On 12 May 2009, at 19:22, Jon Lang wrote:

Expanding that into something more generic: I can't think of any merit to buying "potential" for something (like a skill) which you could buy normally during play, so the concept would be meaningful only to "reserve" traits for
which the GM strictly enforces "must purchase at time of character
creation". As for a cost: I don't know, maybe 1/10 the cost of the full
trait?

A Perk, at best; possibly a zero-point Feature.  All you're getting is
the right to spend character points in a certain way.

Which can be a meaningful benefit when other players are denied the right to spend points that way. Case in point would be traits like Trained By a Master: part of the cost, as I understand is, is the right to buy things other players can't.

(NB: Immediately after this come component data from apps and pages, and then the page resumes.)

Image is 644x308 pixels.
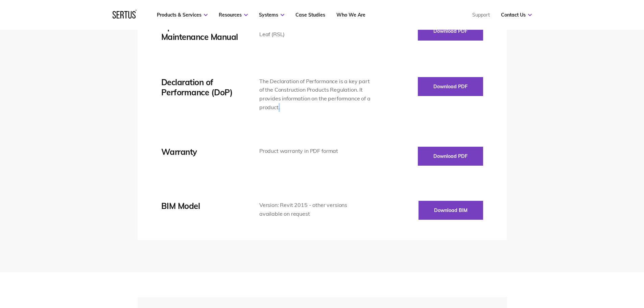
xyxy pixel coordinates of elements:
div: Declaration of Performance (DoP) [162,77,239,97]
div: Warranty [162,147,239,157]
div: How to use and care for your Roof Single Leaf (RSL) [260,21,371,39]
a: Who We Are [336,12,365,18]
a: Contact Us [501,12,531,18]
a: Resources [219,12,248,18]
button: Download PDF [418,147,483,166]
div: Operation & Maintenance Manual [162,21,239,42]
a: Systems [259,12,284,18]
div: Version: Revit 2015 - other versions available on request [260,201,371,218]
button: Download PDF [418,21,483,41]
button: Download BIM [418,201,483,220]
div: Product warranty in PDF format [260,147,371,155]
div: The Declaration of Performance is a key part of the Construction Products Regulation. It provides... [260,77,371,112]
button: Download PDF [418,77,483,96]
div: BIM Model [162,201,239,211]
iframe: Chat Widget [523,229,644,308]
a: Support [472,12,490,18]
a: Case Studies [295,12,325,18]
a: Products & Services [157,12,208,18]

I know the topic at hand is a little different from TBaM, though: things that anybody can buy at character creation, but which only those with "potential" can buy afterward.

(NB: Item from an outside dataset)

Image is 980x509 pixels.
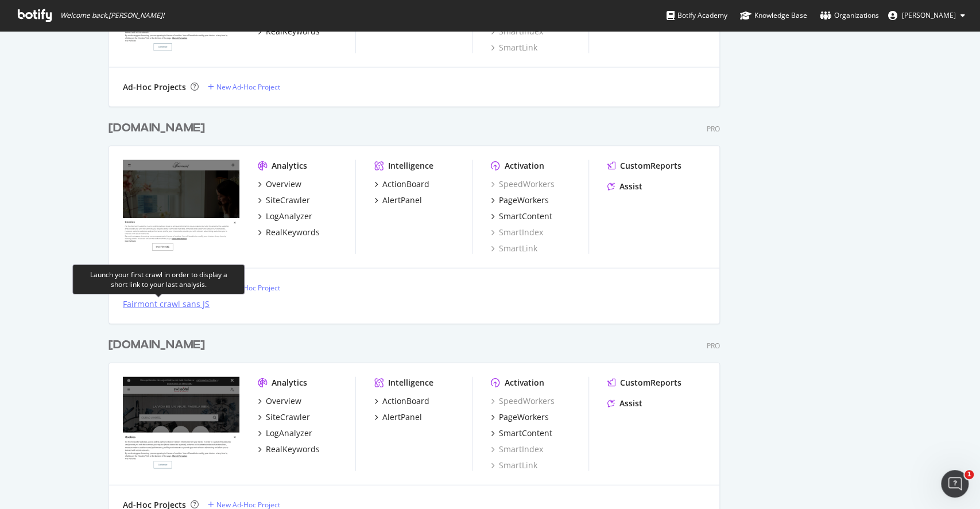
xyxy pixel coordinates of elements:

A zero-point feature can work, as you suggest - though if the GM allows that for some given trait, he's essentially ruling that the trait *isn't* restricted after character creation. Seems that anyone could buy it late in the game, at least as long as they claimed the zero-point "potential" up front.

So for that reason, I think some nominal point cost sounds good as a way to distinguish characters with this "potential" from those who can never buy the trait after creation. Handled as a "down payment", as you suggest.